Embed the I-9 experience in an iframe
Recommended iframe configuration for embedding the employee and administrator I-9 experiences, including required permissions for document scanning and upload.
Both the employee and administrator I-9 experiences are delivered as embeddable URLs that you load in an <iframe> inside your own platform. To make sure every feature works (including camera-based document capture during Section 1) your iframe must be configured with the correct attributes and feature policy permissions.
Recommended iframe configuration
Use the following attributes when embedding the embeddedUri returned by the access token endpoints:
< iframe class="embedded-iframe"
width="100%"
height="1200"
frameBorder="0"
allow="geolocation *; camera *"
:src="placeholder"
title="embedded-demo"
sandbox="allow-scripts allow-same-origin allow-popups allow-forms allow-storage-access-by-user-activation"
></iframe>
Attribute reference
| Attribute | Required | Purpose |
|---|---|---|
src | Yes | The embeddedUri returned from the employee access token or administrator access token endpoint. |
allow | Yes | Enables the browser feature policies the embedded experience needs. camera is required for in-browser document scanning during Section 1. geolocation should also be allowed to cover all supported document capture flows. |
sandbox | Yes | Permits the scripts, navigation, form submissions, and storage access the embedded experience uses. Removing any of the listed tokens will break parts of the flow. |
width / height | Recommended | The embedded experience is responsive; a full-width container at least 1200px tall avoids internal scrollbars on most viewports. |
frameBorder | Optional | Visual only. |
title | Recommended | Improves accessibility for screen readers. |
Why the camera permission matters
camera permission mattersDuring Section 1, the embedded experience presents a scan or upload document dialog so the employee can capture identity and work authorization documents directly from their device.
If the parent <iframe> does not include camera in its allow attribute (or if the browser/user has blocked camera access), the in-browser scan dialog will not appear for that employee. The behavior you will observe is intermittent: the dialog shows for some employees or document types and not others, depending on:
- Document Verification coverage. The scan dialog is only offered for document types supported by Document Verification. Unsupported document types fall back to a manual upload control by design.
- Camera feature policy. If the parent iframe is missing
allow="camera", the embedded experience cannot request camera access from the browser and the scan dialog is suppressed. The employee will still see a manual upload control, but not the scan flow. - Browser/OS permission. Even with the correct
allowattribute, the end user must grant camera permission when prompted by the browser. A denied or previously blocked permission produces the same symptom.
Document Verification
If Document Verification is being used, ensure that the iOS webview is configured with
allowsInlineMediaPlaybackset totrue. This prevents iOS from automatically launching the native full-screen video recorder and allows the recording experience to remain inline within the webview.
Troubleshooting checklist
- The
embeddedUriis loaded inside an<iframe>whoseallowattribute contains camera (and ideallygeolocation). - The
sandboxattribute includesallow-scripts,allow-same-origin,allow-popups,allow-forms, andallow-storage-access-by-user-activation. - The parent page is served over HTTPS. Browsers will not grant camera access to insecure origins.
- The end user has not blocked camera access for your domain in their browser settings.
- The document type the employee is uploading is supported by Document Verification; unsupported documents intentionally fall back to manual upload.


• WORK INSTRUCTIONS:
Copy out the material in full. Leave every line as it is.

• RECORDED INFORMATION:
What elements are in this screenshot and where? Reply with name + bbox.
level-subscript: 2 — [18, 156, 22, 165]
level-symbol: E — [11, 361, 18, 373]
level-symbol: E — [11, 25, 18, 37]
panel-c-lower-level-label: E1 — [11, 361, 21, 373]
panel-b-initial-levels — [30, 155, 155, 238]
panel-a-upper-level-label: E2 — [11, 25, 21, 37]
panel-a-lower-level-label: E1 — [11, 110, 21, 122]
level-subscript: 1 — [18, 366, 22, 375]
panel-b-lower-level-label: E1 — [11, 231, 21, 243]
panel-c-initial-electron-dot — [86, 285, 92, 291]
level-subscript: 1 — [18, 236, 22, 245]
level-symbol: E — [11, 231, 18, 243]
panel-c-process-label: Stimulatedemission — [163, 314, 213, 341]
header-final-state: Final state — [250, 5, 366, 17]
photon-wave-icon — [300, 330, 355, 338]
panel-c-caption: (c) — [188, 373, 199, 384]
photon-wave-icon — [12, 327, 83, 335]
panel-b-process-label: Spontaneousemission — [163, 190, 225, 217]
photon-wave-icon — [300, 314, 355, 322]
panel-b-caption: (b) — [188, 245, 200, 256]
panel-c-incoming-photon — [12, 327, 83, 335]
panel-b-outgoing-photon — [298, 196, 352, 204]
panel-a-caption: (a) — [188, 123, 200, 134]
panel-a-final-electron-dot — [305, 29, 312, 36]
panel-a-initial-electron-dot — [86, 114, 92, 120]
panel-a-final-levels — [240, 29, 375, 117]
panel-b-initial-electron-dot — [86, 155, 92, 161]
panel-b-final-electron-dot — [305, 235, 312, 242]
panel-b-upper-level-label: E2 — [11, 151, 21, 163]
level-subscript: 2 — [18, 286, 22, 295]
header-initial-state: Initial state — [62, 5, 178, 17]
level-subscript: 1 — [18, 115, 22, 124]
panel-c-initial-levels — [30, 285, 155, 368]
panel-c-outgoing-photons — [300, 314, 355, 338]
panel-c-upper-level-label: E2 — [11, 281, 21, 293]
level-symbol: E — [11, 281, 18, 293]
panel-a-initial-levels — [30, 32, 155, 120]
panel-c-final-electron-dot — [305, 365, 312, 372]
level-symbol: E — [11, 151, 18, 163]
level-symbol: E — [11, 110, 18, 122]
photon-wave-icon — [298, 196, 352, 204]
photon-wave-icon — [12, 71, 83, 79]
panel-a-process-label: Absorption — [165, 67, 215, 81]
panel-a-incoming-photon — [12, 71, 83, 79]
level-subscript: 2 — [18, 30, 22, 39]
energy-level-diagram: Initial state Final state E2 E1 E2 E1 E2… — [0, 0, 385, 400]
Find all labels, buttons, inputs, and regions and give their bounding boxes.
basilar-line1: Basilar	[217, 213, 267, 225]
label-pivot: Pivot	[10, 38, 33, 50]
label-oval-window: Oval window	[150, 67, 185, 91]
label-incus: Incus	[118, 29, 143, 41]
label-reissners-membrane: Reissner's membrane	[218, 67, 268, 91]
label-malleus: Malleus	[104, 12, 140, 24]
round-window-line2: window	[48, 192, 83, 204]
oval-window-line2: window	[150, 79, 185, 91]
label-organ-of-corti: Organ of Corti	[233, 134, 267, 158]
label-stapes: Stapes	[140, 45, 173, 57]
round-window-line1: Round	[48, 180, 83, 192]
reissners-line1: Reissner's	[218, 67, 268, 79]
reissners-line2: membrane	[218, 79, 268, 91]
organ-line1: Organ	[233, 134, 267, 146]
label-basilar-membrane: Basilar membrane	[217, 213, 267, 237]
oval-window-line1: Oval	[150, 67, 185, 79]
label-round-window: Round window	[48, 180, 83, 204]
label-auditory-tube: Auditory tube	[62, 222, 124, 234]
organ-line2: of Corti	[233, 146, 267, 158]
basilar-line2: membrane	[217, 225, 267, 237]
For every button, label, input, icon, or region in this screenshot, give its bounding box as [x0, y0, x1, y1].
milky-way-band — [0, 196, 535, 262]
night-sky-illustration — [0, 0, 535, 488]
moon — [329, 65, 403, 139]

• TASK RESPONSE:
What elements are in this screenshot and where? Reply with name + bbox.
level-subscript: 2 — [18, 156, 22, 165]
level-symbol: E — [11, 361, 18, 373]
level-symbol: E — [11, 25, 18, 37]
panel-c-lower-level-label: E1 — [11, 361, 21, 373]
panel-b-initial-levels — [30, 155, 155, 238]
panel-a-upper-level-label: E2 — [11, 25, 21, 37]
panel-a-lower-level-label: E1 — [11, 110, 21, 122]
level-subscript: 1 — [18, 366, 22, 375]
panel-b-lower-level-label: E1 — [11, 231, 21, 243]
panel-c-initial-electron-dot — [86, 285, 92, 291]
level-subscript: 1 — [18, 236, 22, 245]
level-symbol: E — [11, 231, 18, 243]
panel-c-process-label: Stimulatedemission — [163, 314, 213, 341]
header-final-state: Final state — [250, 5, 366, 17]
photon-wave-icon — [300, 330, 355, 338]
panel-c-caption: (c) — [188, 373, 199, 384]
photon-wave-icon — [12, 327, 83, 335]
panel-b-process-label: Spontaneousemission — [163, 190, 225, 217]
photon-wave-icon — [300, 314, 355, 322]
panel-b-caption: (b) — [188, 245, 200, 256]
panel-c-incoming-photon — [12, 327, 83, 335]
panel-b-outgoing-photon — [298, 196, 352, 204]
panel-a-caption: (a) — [188, 123, 200, 134]
panel-a-final-electron-dot — [305, 29, 312, 36]
panel-a-initial-electron-dot — [86, 114, 92, 120]
panel-a-final-levels — [240, 29, 375, 117]
panel-b-initial-electron-dot — [86, 155, 92, 161]
panel-b-final-electron-dot — [305, 235, 312, 242]
panel-b-upper-level-label: E2 — [11, 151, 21, 163]
level-subscript: 2 — [18, 286, 22, 295]
header-initial-state: Initial state — [62, 5, 178, 17]
level-subscript: 1 — [18, 115, 22, 124]
panel-c-initial-levels — [30, 285, 155, 368]
panel-c-outgoing-photons — [300, 314, 355, 338]
panel-c-upper-level-label: E2 — [11, 281, 21, 293]
level-symbol: E — [11, 281, 18, 293]
panel-a-initial-levels — [30, 32, 155, 120]
panel-c-final-electron-dot — [305, 365, 312, 372]
level-symbol: E — [11, 151, 18, 163]
level-symbol: E — [11, 110, 18, 122]
photon-wave-icon — [298, 196, 352, 204]
photon-wave-icon — [12, 71, 83, 79]
panel-a-process-label: Absorption — [165, 67, 215, 81]
panel-a-incoming-photon — [12, 71, 83, 79]
level-subscript: 2 — [18, 30, 22, 39]
energy-level-diagram: Initial state Final state E2 E1 E2 E1 E2… — [0, 0, 385, 400]
Find all labels, buttons, inputs, and regions and give their bounding boxes.
basilar-line1: Basilar	[217, 213, 267, 225]
label-pivot: Pivot	[10, 38, 33, 50]
label-oval-window: Oval window	[150, 67, 185, 91]
label-incus: Incus	[118, 29, 143, 41]
label-reissners-membrane: Reissner's membrane	[218, 67, 268, 91]
label-malleus: Malleus	[104, 12, 140, 24]
round-window-line2: window	[48, 192, 83, 204]
oval-window-line2: window	[150, 79, 185, 91]
label-organ-of-corti: Organ of Corti	[233, 134, 267, 158]
label-stapes: Stapes	[140, 45, 173, 57]
round-window-line1: Round	[48, 180, 83, 192]
reissners-line1: Reissner's	[218, 67, 268, 79]
reissners-line2: membrane	[218, 79, 268, 91]
organ-line1: Organ	[233, 134, 267, 146]
label-basilar-membrane: Basilar membrane	[217, 213, 267, 237]
oval-window-line1: Oval	[150, 67, 185, 79]
label-round-window: Round window	[48, 180, 83, 204]
label-auditory-tube: Auditory tube	[62, 222, 124, 234]
organ-line2: of Corti	[233, 146, 267, 158]
basilar-line2: membrane	[217, 225, 267, 237]
For every button, label, input, icon, or region in this screenshot, give its bounding box as [x0, y0, x1, y1].
milky-way-band — [0, 196, 535, 262]
night-sky-illustration — [0, 0, 535, 488]
moon — [329, 65, 403, 139]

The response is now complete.